Los Angeles County's housing market has gone ice cold. In April 2026, the Market Hotness Demand Score dropped to just 13.00—the lowest reading since data collection began in August 2017. To put that in perspective, the market scored 89.73 in January 2018, meaning buyer demand has plummeted by 85% in just over eight years. This isn't a cooling trend; it's a full collapse in purchasing enthusiasm. The score measures how quickly homes sell and how much online attention listings receive, making it a real-time gauge of whether anyone actually wants to buy. Right now, the answer is a resounding no.

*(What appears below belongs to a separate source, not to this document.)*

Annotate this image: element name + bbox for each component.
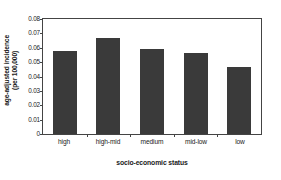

Data visualization chart 1

Los Angeles County's Market Hotness Demand Score has collapsed from a peak of 89.73 in January 2018 to just 13.00 in April 2026, reflecting an 85% decline in buyer enthusiasm and market activity over eight years.

The chart tells a story of three distinct eras. From August 2017 through early 2018, demand stayed hot with scores consistently above 72, peaking at 89.73 in January 2018. Then came a steady decline through 2018 and 2019, bottoming around 56 before rebounding through late 2019 and early 2020. But the pandemic broke everything. After a brief spike to 87.62 in April 2020, demand cratered—dropping from 81.31 in May 2020 to just 30.26 by November 2020, a six-month freefall of 51 points. The market briefly recovered during the pandemic homebuying frenzy, then collapsed again starting in mid-2021. From 44.99 in January 2021, it fell to 16.03 by August 2021. Demand has remained stuck in the teens and twenties ever since, with occasional blips upward. The latest reading of 13.00 in April 2026 marks a new all-time low, preceded by months in the 10-15 range throughout early 2025. Even seasonal bounces—like the December 2025 reading of 20.73—can't lift the market out of its deep freeze.

The demand score reflects factors like days on market, inventory shifts, pricing shifts, and unique listing page viewers per property, essentially measuring whether buyers are actively looking and how fast homes move. A lower score indicates a softer (cold) housing market, while a higher score indicates a stronger (hot) housing market. What's driving LA's unprecedented chill? Multiple forces are converging. First, median time on market has stretched to 32 days in LA County as of February 2026, and sales volume in LA County is down 6% from 2025 as of February 2026. While mortgage rates have improved—statewide rates averaged 6.05% in February 2026, down from 6.84% a year prior—the fundamental problem remains affordability. Home prices have held remarkably firm despite weak demand, creating a standoff. LA County's median price dropped 4.2% month-over-month to $842,660 and is also down 1.1% year-over-year, but these modest declines haven't been enough to unlock the market. Meanwhile, for-sale inventory is at highest levels since 2020, providing more options for buyers though still below historical norms. The result? Buyers are waiting for better deals, sellers are reluctant to accept lower prices, and transactions are grinding to a halt.

This demand drought reflects a market searching for equilibrium after years of whiplash. The question now is whether a score of 13 represents the bottom or if there's room to fall further. Economic factors suggest a recession-like turndown in 2026 due to a decline in jobs, with property prices expected to follow and fall, which could push demand even lower as job losses mount. However, limited supply (still below historical norms), strong job markets, and continued population demand support prices, with most forecasts predicting modest appreciation of 1-4% rather than significant declines. What's clear is that LA's housing market has fundamentally reset. The days of bidding wars and instant sales are long gone, replaced by a buyer's market where patience—and negotiating power—finally matter again.